Artists Come Out To Play

Lisa Toto

The Evolution of Wonder Woman, Student Movement, and Stevie.

Riotously elaborated watercolor sets. Animated creatures bursting from their frames. Cars balanced on their heads.

In their first show at Kehler Liddell Gallery in Westville, the gallery’s new members each display, in their own way, a taste for the playful.

The new members’ show runs through Feb. 9.

The playfulness starts with Lisa Toto’s work — and particularly the watercolor sets that she has turned into mixed-media pieces that live somewhere between sculpture and collage. The individual pieces’ topics are serious. Student Movement addresses the general movement among high-school students in the United States against gun violence thanks to the organizing that happened after the Parkland shooting. Another is what appears to be a touching tribute to the artist’s dog. The Evolution of Wonder Woman gives the viewer a quick snapshot of the ways in which that iconic character has changed — and not changed — in response to changes in greater society. But Toto’s execution is always done with frenzy and a sense of fun. Taken together, the watercolor sets turned sculptures convey the ability of art to address serious issues with energy and enthusiasm.

Chris Ferguson

Mexican Food Truck.

Chris Ferguson’s approach to representational painting, by contrast, is relatively straightforward. It’s what he chooses to paint that gives his canvases their sense of leisure. In one is a Mexican food truck that certainly looks like it could be taken straight from a scene at Long Wharf, which has long held sway as an epicenter for Mexican street food in New Haven. In another painting, a mother and child enjoy some time at the beach. Even a picture of Savin Rock during a storm that has whipped the water of New Haven’s harbor into frothy waves feels more exciting than dangerous.

Amanda Duchen

Menagerie Creatures.

Amanda Duchen is a serious potter and has the ceramic pieces on display to prove it; they are shaped exquisitely, the grazes finely textured. But it’s her menagerie creatures that might first catch the eye. Comical in the best sense, her animal sculptures have so much personality that the frames Duchen has placed them in can’t entirely contain them. Placed next to each other, they take on an almost Statler and Waldorf air. Look more closely, though, and it’s clear that Duchen makes them with the same care and attention to detail that she gives to her fine pottery.

R.F. WIlton

Peep Reid’s Imperial Circus, Hippies Use Side Door, and Balancing Yugos.

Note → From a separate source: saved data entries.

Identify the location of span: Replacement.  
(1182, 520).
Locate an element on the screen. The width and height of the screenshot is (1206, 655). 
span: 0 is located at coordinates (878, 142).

Photographer R.F. Wilton, meanwhile, takes us on a tour of Wild Bill’s Nostalgia Center, a place in Middletown colorful enough to be considered a roadside attraction. The heightened colors in Wilton’s get at not only the flashy surface details of the place, but the animating spirit behind it all. They’re the kind of photographs that first make you want to get to Middletown as soon as possible to see the place for yourself; then, when you learn that the place closed (in 2017), you regret not having gone years ago.

Ana Henriques

“It’s in the reach of my arms.”

In an accompanying artist’s statement, Ana Henriques writes that her paper tapestries are meditations on the spaces women fill and create for themselves … that bring to mind all the handmade work created by my ancestors.” That’s palpable in the holes Henriques creates in her work, and the strong colors that dash around them. She shows us the wear and tear that come from centuries of labor, but also the exuberance with which she honors it.

Kehler Liddell Gallery’s new members’ show runs at the gallery space at 873 Whalley Ave. through Feb. 9. Visit the gallery’s website for hours and more information.